Yesterday she had come to the checkpoint and was not allowed to cross -- we have no idea why.  She stood there, leaning, wrapped in her grief and bereavement, unable to act.

 
We began phoning.  Tali from the DCO does not answer her cellphone, the office phone doesn't answer either.  The emergency telephone in front of the turnstile takes us to a health depot which sends us to Dalia Bassa.  She asks for a fax from Mukassad.  We call Mukassad, but they are on strike and refuse to send a fax.  (A central hospital is on strike, but there has been no mention of this in the press.) They suggest the woman arrive in an ambulance or send her documents by herself to the health depot.

 
We try to find Dalia B.'s fax, but her line is engaged and the assistant refuses to give the number.  We try via machsom-watch friends and reach Hanna BR"G.  She begins a series of phone calls, and an arrangement begins to take shape whereby the woman's doctor will call Mokassad and they will get back to Dalia.  The woman has difficulty finding her doctor -- not surprising.  I too would have had difficulty, faced by a hostile system and with a dead foetus inside me.  All this while we must rely on the translation services of passing drivers of good will.  The woman is compelled to reveal her private medical problems to all the strangers trying to assist her.  Our ignorance of Arabic is frustrating.

 
We decide to take her to her clinic in Abu Dis to speed up the process.  On the way, a phone call from Hanna  informs us that the necessary permit is at the checkpoint.

 
We return to the checkpoint and decide to enter with the woman.  The turnstile is blocked.  We buzz, trying to draw the attention of the soldier behind the distant glass partition.  The turnstile remains blocked.  For a brief moment the green light comes on and the woman manages to squeeze through, but when I try to follow the turnstile is locked in my face.  We call out that this is an emergency and the woman must reach hospital immediately.  A large finger is raised behind the glass, and waved back and forth to signal an unequivocal "no."  In halting Arabic mixed with sundry languages, and mainly gestures, I persuade the woman to proceed alone, that all will be well.  She walks, her gaze fixed on us, waits in the slow line, then returns.  We exchange telephone numbers, and this enrages the soldier behind the glass who yells at us.  The woman is persuaded to try again, the permit after all is there.  Hanna  calls to inquire why we have not picked up the permit and is told that we are not at the checkpoint -- indeed true, since we are outside it!

 
G., one of the senior policemen at the checkpoint, arrives.  He approaches us at his leisure to inquire about the hassle.  Yes, he knows there's some pregnanat woman here, he's been told.  At his behest, the turnstile is opened for us.  We take him to the woman and he lets her through a side entrance circumventing the turnstile, talks to the soldiers and finally the woman crosses.
Now we are stuck in front of the inner turnstile.  The magnometer whistles almost constantly.  Most of the time the turnstile is locked.  A woman with a babyinfo-icon is her arms is made to pass again and agin through the magnometer, and all this time the line is stuck.  Afterwards, she's taken to a side room and only then does the turnstile open.
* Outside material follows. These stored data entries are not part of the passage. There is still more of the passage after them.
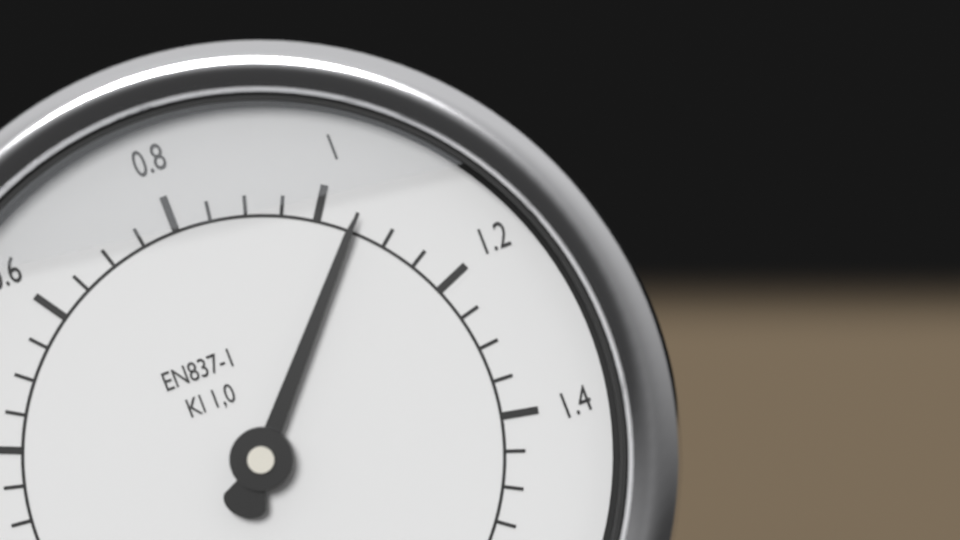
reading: 1.05 MPa
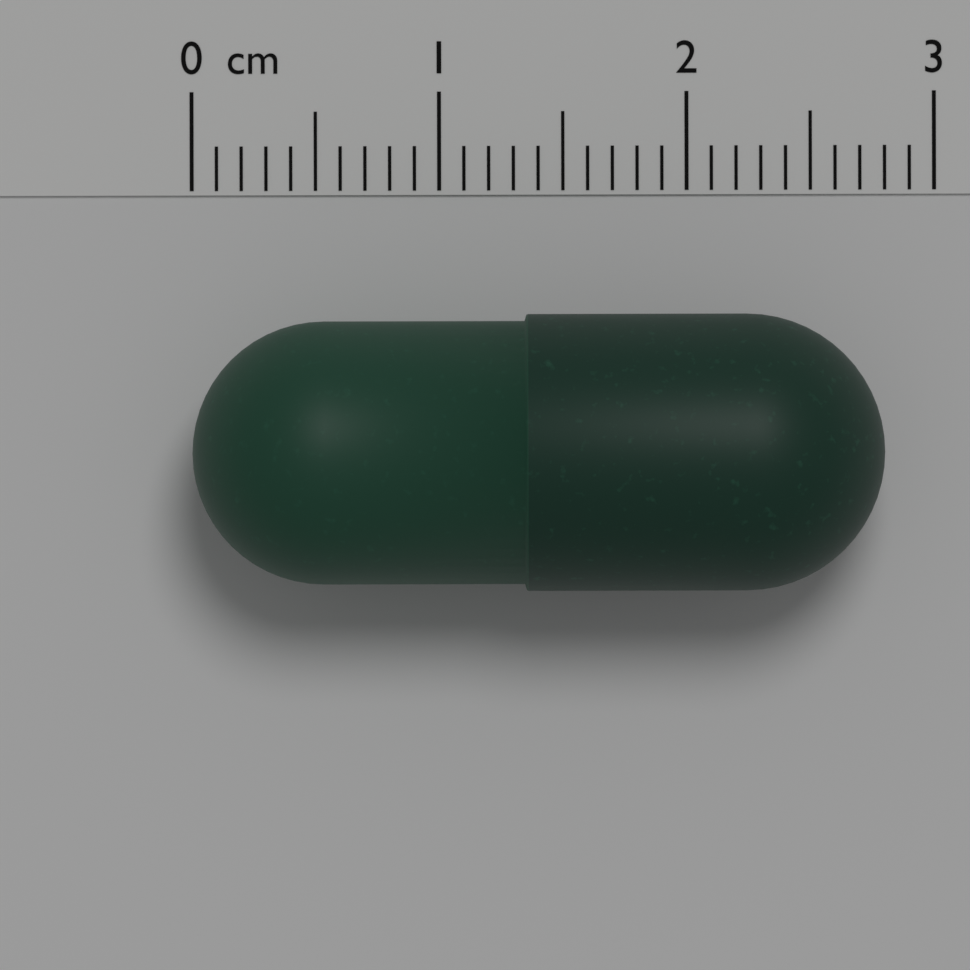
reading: 2.8 cm
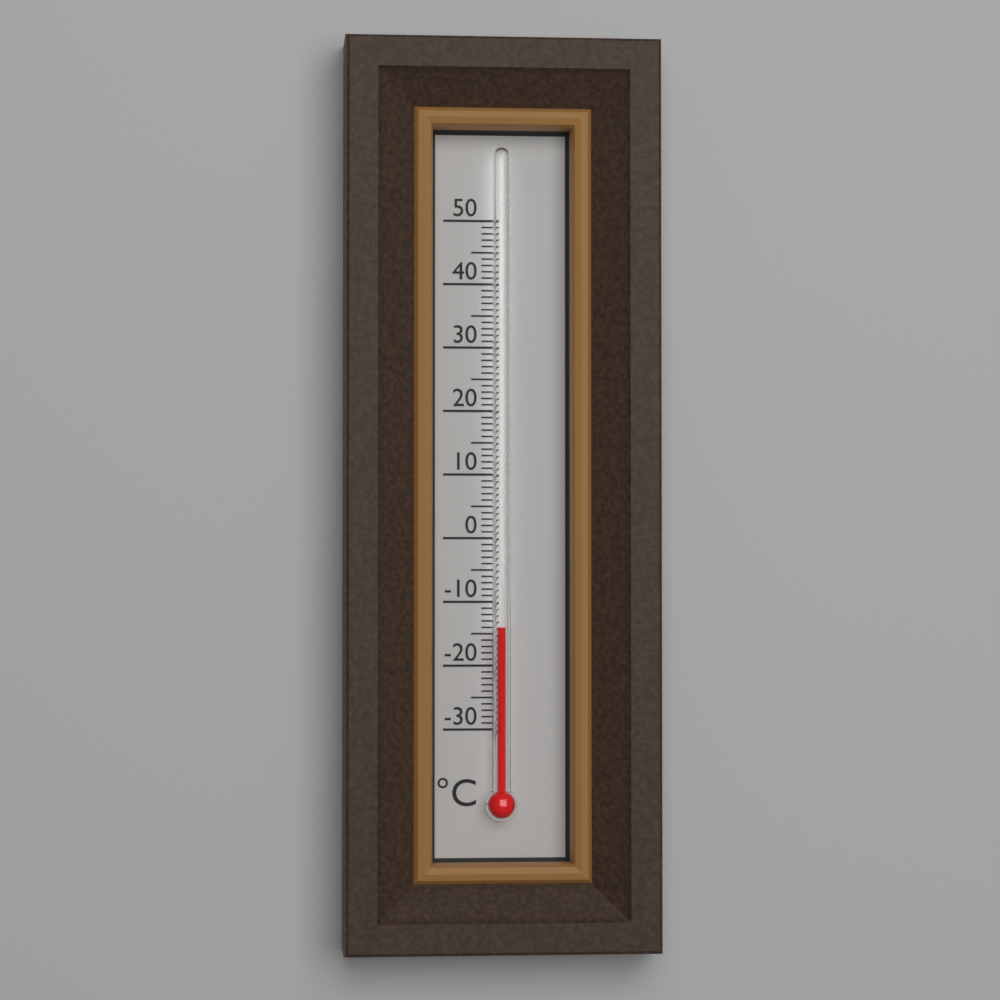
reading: -14 °C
Y. has a pace-maker.  I cross first and tell the soldier she cannot go through the magnometer.  (What happens to a Palestinian who arrives at the checkpoint alone, with no one to precede him and convey this information?)  Soldier A is talking to female soldier B who is talking to the guards.  They await the arrival of the guard  and all this time the line is stuck.  The guard arrives and disconnects the magnometer's electric cable.  Three men are required to unplug the cable from the socket.  We cross, only to return to the eastern side of the checkpoint.